Skip to content

Survey: Hardware Prices And Limited Content Are The Biggest Barriers To VR Adoption

Survey: Hardware Prices And Limited Content Are The Biggest Barriers To VR Adoption

As the VR industry evolves, enthusiasts and investors are keeping their fingers to the pulse to get a better idea of which direction the industry is growing in. Another window into the trajectory of VR is by way of events such as VRX Europe which takes place May 11th-12. Along with VRX in San Francisco, the event brings together a collectiion of VR experts called VR Intelligence. The VR Intelligence network takes the intel from VRX along with a survey they conduct to shape a comprehensive snapshot of the industry, and that snapshot has been released for all to see.

VRSurvey3
The responses on the left are from VR tech providers, the right from content creators such as broadcasters and software developers.

The survey was completed by 523 VR professionals with insight on VR software, hardware, and middleware development across different disciplines including healthcare, retail, automotive, and more. Content creators such as broadcasters and devs made up the largest chunk of respondents at 48 percent with VR tech providers at 20 percent, consultants and press at 18 percent, and end-users at 14 percent. To no one’s surprise, tech providers and content creators see the price of HMDs as a significant barrier to consumer adoption but they also both agree that lack of content is to blame as well. Content creators specifically would have the most weighted insight into this statistic and data elsewhere in the survey could point to why they feel this way.

When it comes to content development, creators point to a lack of hardware/platform standardization as a challenge to their endeavors. OpenXR is a recent development that could lower that percentage significantly in the next year as it rolls out, but the top concern by a stout margin is the lack of content distribution and monetization options. Hopefully, OpenXR’s simpler standardization will quickly open the door to more welcoming marketplaces when it comes to those concerns.

VRSurvey2
There are plenty of industries that are interested in the advancements of VR technology.

Another interesting observation in the VR Intelligence survey is the fairly consistent spread of industries that took part in this survey. The casual gaze may pin VR into gaming and other forms of entertainment but travel, marketing, engineering, retail, automotive, architecture, education (supplying the largest amount of respondents with 20 percent), and healthcare all stand to gain as VR evolves so it is encouraging to see all of them represented.

The full survey from VR Intelligence and VRX can be viewed in its entirety in PDF format.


● **What to do**: Which lines below hold the word "sábado"? Copy all of them.

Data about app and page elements
*****

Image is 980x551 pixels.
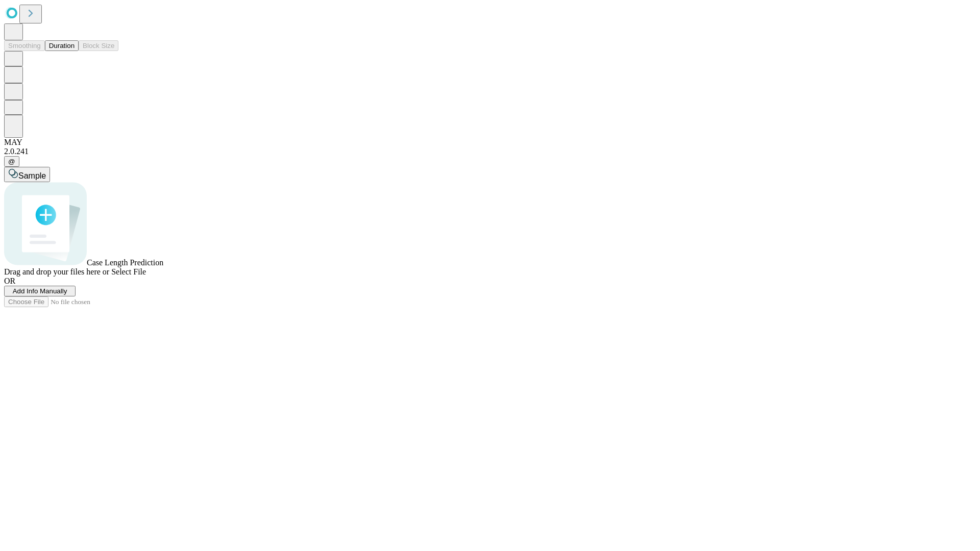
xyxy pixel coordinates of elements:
[13,287,68,295] span: Add Info Manually
[4,147,976,156] div: 2.0.241
[45,40,78,51] button: Duration
[111,267,146,276] span: Select File
[4,267,109,276] span: Drag and drop your files here or
[87,258,163,267] span: Case Length Prediction
[78,40,119,51] button: Block Size
[4,156,19,167] button: @
[4,138,976,147] div: MAY
[4,40,45,51] button: Smoothing
[4,167,50,182] button: Sample
[4,286,75,297] button: Add Info Manually
[19,172,46,180] span: Sample
[8,157,15,165] span: @
[4,277,15,285] span: OR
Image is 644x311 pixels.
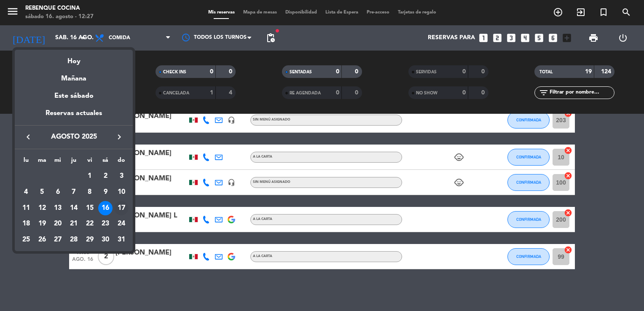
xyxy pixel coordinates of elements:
[15,108,133,125] div: Reservas actuales
[113,231,129,248] td: 31 de agosto de 2025
[66,215,82,231] td: 21 de agosto de 2025
[98,231,114,248] td: 30 de agosto de 2025
[82,215,98,231] td: 22 de agosto de 2025
[66,155,82,168] th: jueves
[34,231,50,248] td: 26 de agosto de 2025
[19,201,33,215] div: 11
[98,200,114,216] td: 16 de agosto de 2025
[82,155,98,168] th: viernes
[114,201,129,215] div: 17
[15,84,133,108] div: Este sábado
[67,233,81,247] div: 28
[50,155,66,168] th: miércoles
[18,231,34,248] td: 25 de agosto de 2025
[51,185,65,199] div: 6
[21,132,36,142] button: keyboard_arrow_left
[67,217,81,231] div: 21
[66,200,82,216] td: 14 de agosto de 2025
[67,185,81,199] div: 7
[98,155,114,168] th: sábado
[23,132,33,142] i: keyboard_arrow_left
[51,201,65,215] div: 13
[82,231,98,248] td: 29 de agosto de 2025
[98,233,113,247] div: 30
[83,233,97,247] div: 29
[98,215,114,231] td: 23 de agosto de 2025
[34,200,50,216] td: 12 de agosto de 2025
[18,184,34,200] td: 4 de agosto de 2025
[50,215,66,231] td: 20 de agosto de 2025
[113,168,129,184] td: 3 de agosto de 2025
[114,185,129,199] div: 10
[50,231,66,248] td: 27 de agosto de 2025
[98,201,113,215] div: 16
[35,233,49,247] div: 26
[98,184,114,200] td: 9 de agosto de 2025
[19,217,33,231] div: 18
[51,233,65,247] div: 27
[114,217,129,231] div: 24
[98,217,113,231] div: 23
[18,155,34,168] th: lunes
[66,231,82,248] td: 28 de agosto de 2025
[112,132,127,142] button: keyboard_arrow_right
[113,200,129,216] td: 17 de agosto de 2025
[34,155,50,168] th: martes
[83,201,97,215] div: 15
[15,67,133,84] div: Mañana
[35,201,49,215] div: 12
[35,185,49,199] div: 5
[18,168,82,184] td: AGO.
[114,132,124,142] i: keyboard_arrow_right
[36,132,112,142] span: agosto 2025
[113,215,129,231] td: 24 de agosto de 2025
[34,184,50,200] td: 5 de agosto de 2025
[82,184,98,200] td: 8 de agosto de 2025
[113,184,129,200] td: 10 de agosto de 2025
[18,200,34,216] td: 11 de agosto de 2025
[114,169,129,183] div: 3
[50,184,66,200] td: 6 de agosto de 2025
[82,200,98,216] td: 15 de agosto de 2025
[98,185,113,199] div: 9
[83,169,97,183] div: 1
[34,215,50,231] td: 19 de agosto de 2025
[82,168,98,184] td: 1 de agosto de 2025
[19,185,33,199] div: 4
[98,168,114,184] td: 2 de agosto de 2025
[66,184,82,200] td: 7 de agosto de 2025
[113,155,129,168] th: domingo
[83,217,97,231] div: 22
[18,215,34,231] td: 18 de agosto de 2025
[83,185,97,199] div: 8
[114,233,129,247] div: 31
[19,233,33,247] div: 25
[98,169,113,183] div: 2
[50,200,66,216] td: 13 de agosto de 2025
[15,50,133,67] div: Hoy
[35,217,49,231] div: 19
[51,217,65,231] div: 20
[67,201,81,215] div: 14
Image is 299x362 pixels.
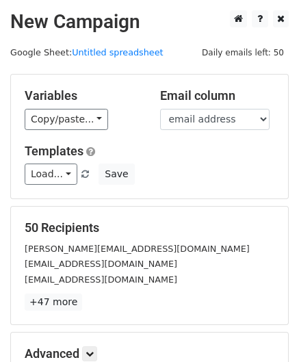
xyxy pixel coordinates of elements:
[25,220,274,235] h5: 50 Recipients
[231,296,299,362] iframe: Chat Widget
[10,10,289,34] h2: New Campaign
[25,293,82,311] a: +47 more
[25,163,77,185] a: Load...
[197,45,289,60] span: Daily emails left: 50
[72,47,163,57] a: Untitled spreadsheet
[25,88,140,103] h5: Variables
[160,88,275,103] h5: Email column
[25,274,177,285] small: [EMAIL_ADDRESS][DOMAIN_NAME]
[25,144,83,158] a: Templates
[99,163,134,185] button: Save
[25,259,177,269] small: [EMAIL_ADDRESS][DOMAIN_NAME]
[197,47,289,57] a: Daily emails left: 50
[25,109,108,130] a: Copy/paste...
[25,244,250,254] small: [PERSON_NAME][EMAIL_ADDRESS][DOMAIN_NAME]
[25,346,274,361] h5: Advanced
[10,47,163,57] small: Google Sheet:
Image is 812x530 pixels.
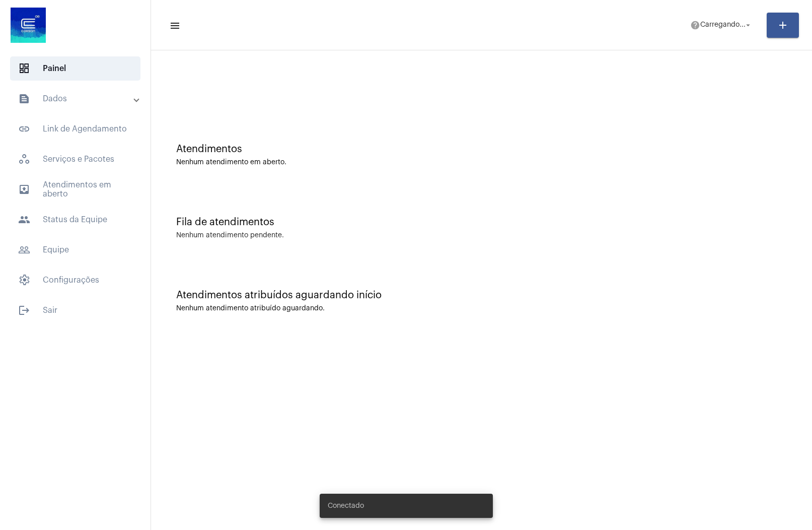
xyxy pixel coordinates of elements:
[10,147,140,171] span: Serviços e Pacotes
[177,144,787,155] div: Atendimentos
[10,117,140,141] span: Link de Agendamento
[8,5,48,46] img: d4669ae0-8c07-2337-4f67-34b0df7f5ae4.jpeg
[18,304,30,316] mat-icon: sidenav icon
[685,15,758,36] button: Carregando...
[10,178,140,201] span: Atendimentos em aberto
[10,208,140,231] span: Status da Equipe
[10,238,140,262] span: Equipe
[776,19,789,31] mat-icon: add
[18,63,30,75] span: sidenav icon
[6,87,150,111] mat-expansion-panel-header: sidenav iconDados
[18,183,30,196] mat-icon: sidenav icon
[10,268,140,292] span: Configurações
[177,158,787,167] div: Nenhum atendimento em aberto.
[18,244,30,256] mat-icon: sidenav icon
[18,153,30,165] span: sidenav icon
[169,20,179,32] mat-icon: sidenav icon
[744,21,753,30] mat-icon: arrow_drop_down
[10,298,140,322] span: Sair
[18,274,30,286] span: sidenav icon
[177,290,787,301] div: Atendimentos atribuídos aguardando início
[10,56,140,80] span: Painel
[328,501,364,511] span: Conectado
[177,231,284,240] div: Nenhum atendimento pendente.
[18,213,30,226] mat-icon: sidenav icon
[18,93,135,105] mat-panel-title: Dados
[177,305,787,312] div: Nenhum atendimento atribuído aguardando.
[690,20,700,30] mat-icon: help
[18,123,30,135] mat-icon: sidenav icon
[18,93,30,105] mat-icon: sidenav icon
[177,217,787,228] div: Fila de atendimentos
[700,22,746,29] span: Carregando...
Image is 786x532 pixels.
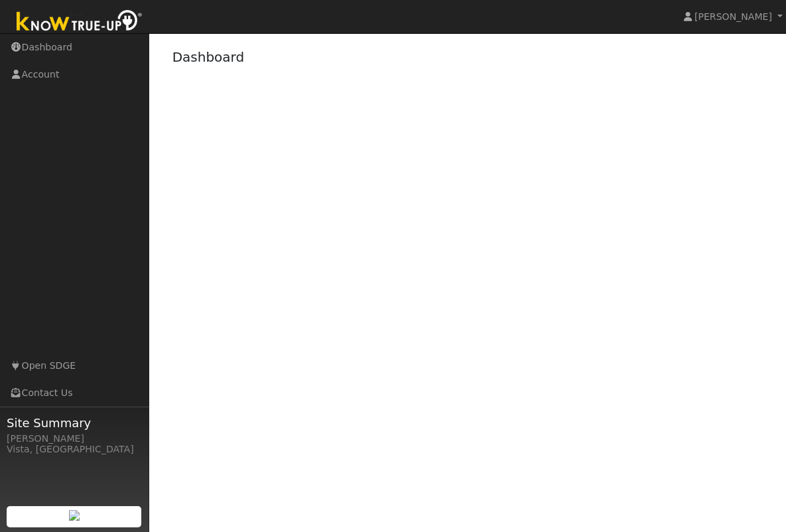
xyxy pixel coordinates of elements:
[69,510,80,520] img: retrieve
[7,432,142,445] div: [PERSON_NAME]
[172,49,244,65] a: Dashboard
[7,413,142,432] span: Site Summary
[694,12,772,22] span: [PERSON_NAME]
[7,442,142,456] div: Vista, [GEOGRAPHIC_DATA]
[10,7,149,37] img: Know True-Up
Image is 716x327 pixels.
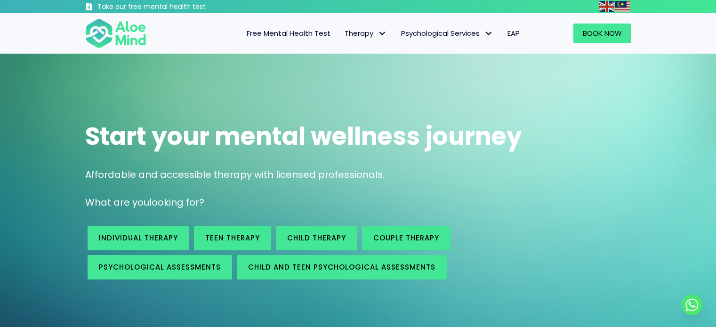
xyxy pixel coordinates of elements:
[599,1,615,12] a: English
[615,1,631,12] a: Malay
[681,294,702,315] a: Whatsapp
[99,233,178,243] span: Individual therapy
[401,28,493,38] span: Psychological Services
[237,255,446,279] a: Child and Teen Psychological assessments
[337,24,394,43] a: TherapyTherapy: submenu
[500,24,526,43] a: EAP
[194,226,271,250] a: Teen Therapy
[85,18,146,49] img: Aloe mind Logo
[88,255,232,279] a: Psychological assessments
[159,24,526,43] nav: Menu
[287,233,346,243] span: Child Therapy
[85,168,631,182] p: Affordable and accessible therapy with licensed professionals.
[375,27,389,40] span: Therapy: submenu
[582,28,621,38] span: Book Now
[248,262,435,272] span: Child and Teen Psychological assessments
[149,196,204,209] span: looking for?
[482,27,495,40] span: Psychological Services: submenu
[97,2,256,12] h3: Take our free mental health test
[85,119,522,153] span: Start your mental wellness journey
[239,24,337,43] a: Free Mental Health Test
[573,24,631,43] a: Book Now
[373,233,439,243] span: Couple therapy
[85,196,149,209] span: What are you
[362,226,450,250] a: Couple therapy
[394,24,500,43] a: Psychological ServicesPsychological Services: submenu
[205,233,260,243] span: Teen Therapy
[247,28,330,38] span: Free Mental Health Test
[99,262,221,272] span: Psychological assessments
[344,28,387,38] span: Therapy
[85,2,256,13] a: Take our free mental health test
[276,226,357,250] a: Child Therapy
[615,1,630,12] img: ms
[88,226,189,250] a: Individual therapy
[599,1,614,12] img: en
[507,28,519,38] span: EAP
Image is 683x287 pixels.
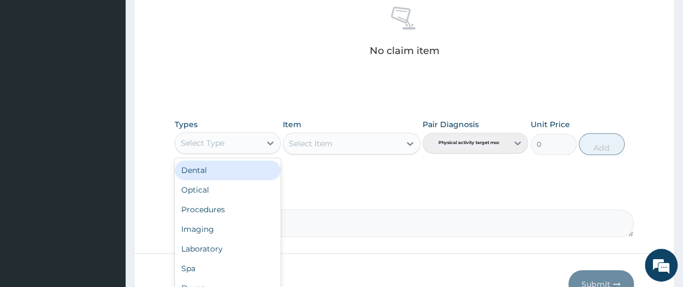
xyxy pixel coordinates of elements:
[175,219,280,239] div: Imaging
[531,119,570,130] label: Unit Price
[5,180,208,218] textarea: Type your message and hit 'Enter'
[179,5,205,32] div: Minimize live chat window
[175,180,280,200] div: Optical
[175,120,198,129] label: Types
[175,259,280,278] div: Spa
[175,239,280,259] div: Laboratory
[369,45,439,56] p: No claim item
[579,133,624,155] button: Add
[57,61,183,75] div: Chat with us now
[63,79,151,189] span: We're online!
[283,119,301,130] label: Item
[20,55,44,82] img: d_794563401_company_1708531726252_794563401
[422,119,479,130] label: Pair Diagnosis
[175,160,280,180] div: Dental
[175,200,280,219] div: Procedures
[175,194,634,204] label: Comment
[181,138,224,148] div: Select Type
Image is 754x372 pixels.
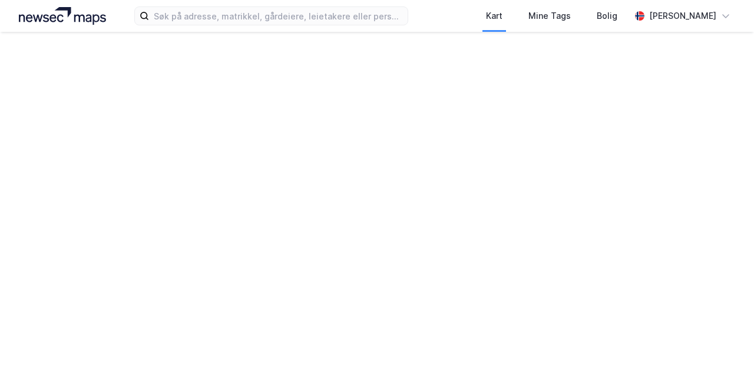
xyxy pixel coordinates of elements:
div: Mine Tags [528,9,571,23]
div: Bolig [596,9,617,23]
div: Kontrollprogram for chat [695,315,754,372]
div: [PERSON_NAME] [649,9,716,23]
iframe: Chat Widget [695,315,754,372]
div: Kart [486,9,502,23]
input: Søk på adresse, matrikkel, gårdeiere, leietakere eller personer [149,7,407,25]
img: logo.a4113a55bc3d86da70a041830d287a7e.svg [19,7,106,25]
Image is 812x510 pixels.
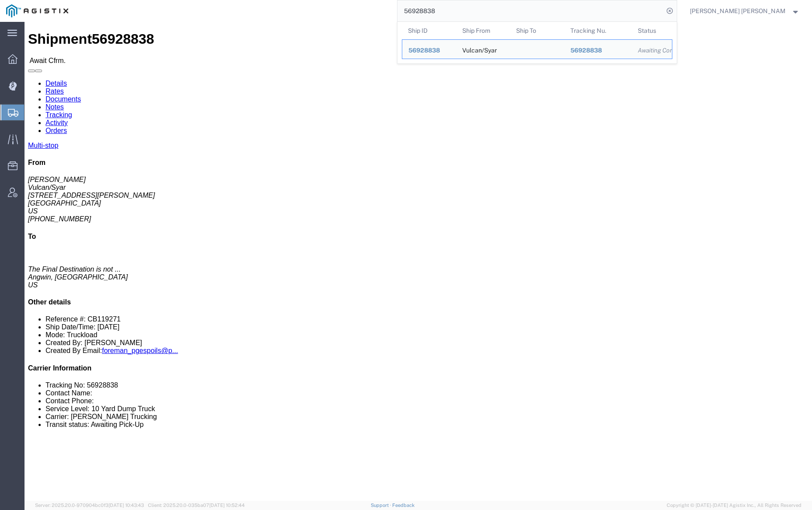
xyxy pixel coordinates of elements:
th: Tracking Nu. [565,22,632,40]
img: logo [6,4,69,18]
span: 56928838 [409,47,439,54]
div: 56928838 [409,46,450,55]
div: Awaiting Confirmation [638,46,666,55]
a: Support [371,503,393,508]
input: Search for shipment number, reference number [397,0,663,21]
table: Search Results [402,22,676,63]
span: 56928838 [571,47,602,54]
span: Client: 2025.20.0-035ba07 [148,503,245,508]
th: Ship From [456,22,510,40]
span: Copyright © [DATE]-[DATE] Agistix Inc., All Rights Reserved [667,502,801,509]
th: Ship To [510,22,565,40]
span: [DATE] 10:43:43 [108,503,144,508]
a: Feedback [392,503,415,508]
iframe: FS Legacy Container [25,22,812,501]
span: Server: 2025.20.0-970904bc0f3 [35,503,144,508]
div: Vulcan/Syar [462,40,497,59]
span: Kayte Bray Dogali [690,6,786,16]
div: 56928838 [571,46,626,55]
th: Ship ID [402,22,456,40]
span: [DATE] 10:52:44 [210,503,245,508]
button: [PERSON_NAME] [PERSON_NAME] [690,5,800,16]
th: Status [631,22,672,40]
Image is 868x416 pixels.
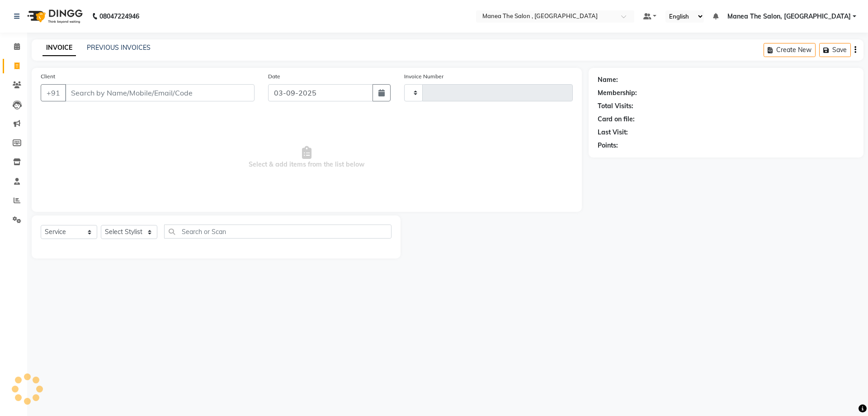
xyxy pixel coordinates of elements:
span: Manea The Salon, [GEOGRAPHIC_DATA] [727,12,850,22]
label: Client [41,72,55,80]
button: Create New [763,43,815,57]
img: logo [23,4,85,29]
div: Total Visits: [597,101,633,111]
label: Date [268,72,280,80]
div: Points: [597,141,618,150]
a: PREVIOUS INVOICES [86,43,151,51]
div: Membership: [597,88,637,98]
button: +91 [41,84,66,101]
label: Invoice Number [404,72,444,80]
input: Search by Name/Mobile/Email/Code [65,84,255,101]
b: 08047224946 [99,4,139,29]
div: Card on file: [597,115,634,124]
button: Save [819,43,850,57]
div: Name: [597,75,618,85]
a: INVOICE [42,40,76,56]
div: Last Visit: [597,127,628,137]
span: Select & add items from the list below [41,112,573,203]
input: Search or Scan [164,224,392,238]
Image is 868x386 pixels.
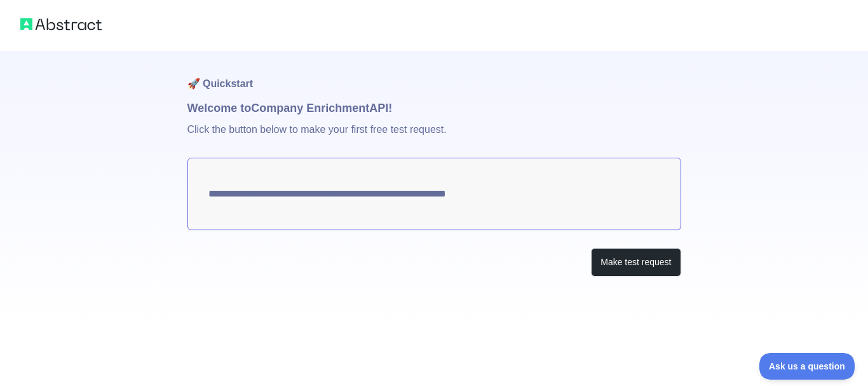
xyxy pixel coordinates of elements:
[760,353,856,380] iframe: Toggle Customer Support
[591,248,681,276] button: Make test request
[20,16,102,33] img: Abstract logo
[188,51,682,99] h1: 🚀 Quickstart
[188,99,682,117] h1: Welcome to Company Enrichment API!
[188,117,682,158] p: Click the button below to make your first free test request.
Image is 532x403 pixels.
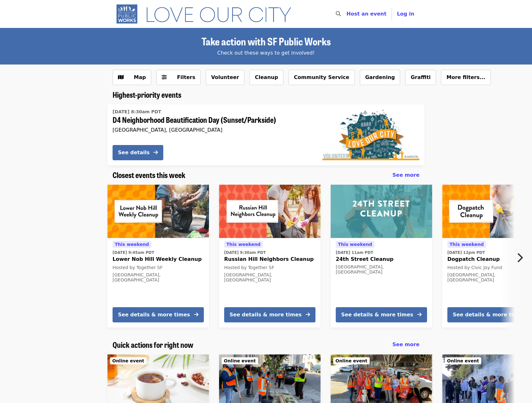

*****

● **Response to the exercise**:
[15,84,133,108] div: Este sábado
[98,155,114,168] th: sábado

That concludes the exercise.